Beside the road several boys are playing table football. They seem to welcome the idea of delaying marriage.

"You can't afford to run a family when you're too young," said 20-year-old Tazab, who has no plans to wed any time soon.

"Also it's bad for a girl's health to have children too early," he says.

'Undervalued'

In a rectangular mud-walled building which serves as a meeting hall and classroom for the Berhane Hewan participants, I met 15-year-old Serkaddis Assefa.

"Because of the Berhane Hewan programme I know about the issue of early marriage.

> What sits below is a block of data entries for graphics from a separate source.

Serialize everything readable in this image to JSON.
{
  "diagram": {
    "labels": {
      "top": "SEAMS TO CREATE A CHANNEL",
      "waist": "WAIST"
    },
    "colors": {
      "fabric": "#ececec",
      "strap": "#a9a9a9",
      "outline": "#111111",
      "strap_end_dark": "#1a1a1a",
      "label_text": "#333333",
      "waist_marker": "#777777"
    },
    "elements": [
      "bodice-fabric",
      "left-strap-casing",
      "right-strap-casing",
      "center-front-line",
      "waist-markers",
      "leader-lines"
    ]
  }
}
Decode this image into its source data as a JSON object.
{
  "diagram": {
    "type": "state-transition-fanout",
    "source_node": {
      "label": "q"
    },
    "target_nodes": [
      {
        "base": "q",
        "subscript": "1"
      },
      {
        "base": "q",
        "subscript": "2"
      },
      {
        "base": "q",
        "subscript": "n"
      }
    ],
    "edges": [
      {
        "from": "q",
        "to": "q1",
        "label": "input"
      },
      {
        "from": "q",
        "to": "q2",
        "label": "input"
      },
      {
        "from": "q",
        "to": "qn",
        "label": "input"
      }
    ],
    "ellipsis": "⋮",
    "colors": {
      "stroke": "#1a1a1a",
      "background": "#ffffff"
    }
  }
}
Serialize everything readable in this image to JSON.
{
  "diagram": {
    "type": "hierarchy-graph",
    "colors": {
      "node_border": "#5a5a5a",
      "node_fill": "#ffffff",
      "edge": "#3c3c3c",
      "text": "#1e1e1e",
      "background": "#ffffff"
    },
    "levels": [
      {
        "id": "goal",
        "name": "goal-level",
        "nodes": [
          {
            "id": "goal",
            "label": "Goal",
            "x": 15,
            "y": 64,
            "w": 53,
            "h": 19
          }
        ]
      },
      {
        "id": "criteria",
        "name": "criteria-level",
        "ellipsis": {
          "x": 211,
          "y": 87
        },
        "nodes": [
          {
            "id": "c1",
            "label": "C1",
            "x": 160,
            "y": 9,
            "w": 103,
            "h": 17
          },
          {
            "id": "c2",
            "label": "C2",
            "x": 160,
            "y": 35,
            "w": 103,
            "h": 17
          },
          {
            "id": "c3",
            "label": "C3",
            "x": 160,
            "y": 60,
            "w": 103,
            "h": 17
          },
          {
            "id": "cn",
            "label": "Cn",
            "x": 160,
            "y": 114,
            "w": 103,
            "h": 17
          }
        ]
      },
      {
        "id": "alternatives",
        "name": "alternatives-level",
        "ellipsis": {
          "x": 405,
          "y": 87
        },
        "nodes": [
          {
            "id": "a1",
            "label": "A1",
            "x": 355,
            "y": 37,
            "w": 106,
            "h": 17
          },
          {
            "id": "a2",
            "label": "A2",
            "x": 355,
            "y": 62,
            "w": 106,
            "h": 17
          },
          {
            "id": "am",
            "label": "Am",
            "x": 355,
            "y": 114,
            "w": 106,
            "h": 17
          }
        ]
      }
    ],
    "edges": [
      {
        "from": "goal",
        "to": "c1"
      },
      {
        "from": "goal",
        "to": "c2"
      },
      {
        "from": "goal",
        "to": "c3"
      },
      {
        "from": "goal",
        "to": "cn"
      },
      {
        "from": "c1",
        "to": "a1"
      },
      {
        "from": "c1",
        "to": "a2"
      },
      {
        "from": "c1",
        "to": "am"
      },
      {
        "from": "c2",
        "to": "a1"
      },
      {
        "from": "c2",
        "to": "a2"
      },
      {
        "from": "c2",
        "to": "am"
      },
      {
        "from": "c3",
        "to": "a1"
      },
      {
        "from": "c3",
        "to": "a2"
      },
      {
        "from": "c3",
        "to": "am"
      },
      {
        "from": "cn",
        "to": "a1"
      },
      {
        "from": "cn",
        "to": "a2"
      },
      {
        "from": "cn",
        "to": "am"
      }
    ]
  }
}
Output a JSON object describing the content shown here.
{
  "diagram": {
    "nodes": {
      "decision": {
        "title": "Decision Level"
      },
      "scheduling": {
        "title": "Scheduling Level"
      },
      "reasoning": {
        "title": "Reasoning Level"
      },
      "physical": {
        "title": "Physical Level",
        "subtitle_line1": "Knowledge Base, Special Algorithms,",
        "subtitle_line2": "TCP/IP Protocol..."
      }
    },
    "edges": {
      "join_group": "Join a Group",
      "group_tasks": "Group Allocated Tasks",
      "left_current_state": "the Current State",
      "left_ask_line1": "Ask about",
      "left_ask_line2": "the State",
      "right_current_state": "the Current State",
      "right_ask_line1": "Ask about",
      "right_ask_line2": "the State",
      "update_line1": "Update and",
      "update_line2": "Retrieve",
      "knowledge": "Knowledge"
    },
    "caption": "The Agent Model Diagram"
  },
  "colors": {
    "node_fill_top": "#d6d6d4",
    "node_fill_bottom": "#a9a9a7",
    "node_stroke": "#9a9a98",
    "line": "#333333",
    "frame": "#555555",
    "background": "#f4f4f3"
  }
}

If I hadn't joined, I might have been married off already," she said.

Sitting alongside was her mother, Enguday Assefa, whose forth child was fast asleep on her back.

Around Ms Enguday's neck was part of her dowry payment; a coin bearing the face of Ethiopia's last emperor, Haile Selassie, and another of Queen Taitu, wife of the monarch Menelik II who died in 1913.

"I still feel bad when I think about my friends who now have jobs and have reached different positions," said Ms Enguday, who was forced to quit school and was already married with a child by the age of 15.

For the Elders, the behavioural change which has only happened in the last five years is worth celebrating.

"When Nelson Mandela brought us together at our first planning meeting he did say to us: 'Be bold, talk to those whom others won't talk to, be on the side of the most deprived, the most isolated, the most undervalued in society,'" recalls Mrs Robinson.

"And in many ways those young girls, brides and mothers are very undervalued by their community and have very little sense of self-worth so the issue of child marriage, as far as I'm concerned, is a very good way of having an entry point into the effect of poverty.

"The effect of a lack of equality within communities, the effect of harmful traditional practices on the community - the effect of all the things that the Elders should be championing."

Berhane Hewan started off with 700 girls and at its peak reached around 12,000 - just a small fraction of the vulnerable population.

While considered to be a successful initiative, the programme will need to be scaled up significantly to make a major difference in Ethiopia.

For the first time the girls here are starting to shape their own destinies.

The hope among the Elders is that lessons from Ethiopia's Amhara Region can be applied to other parts of the world where child marriage is common, like India.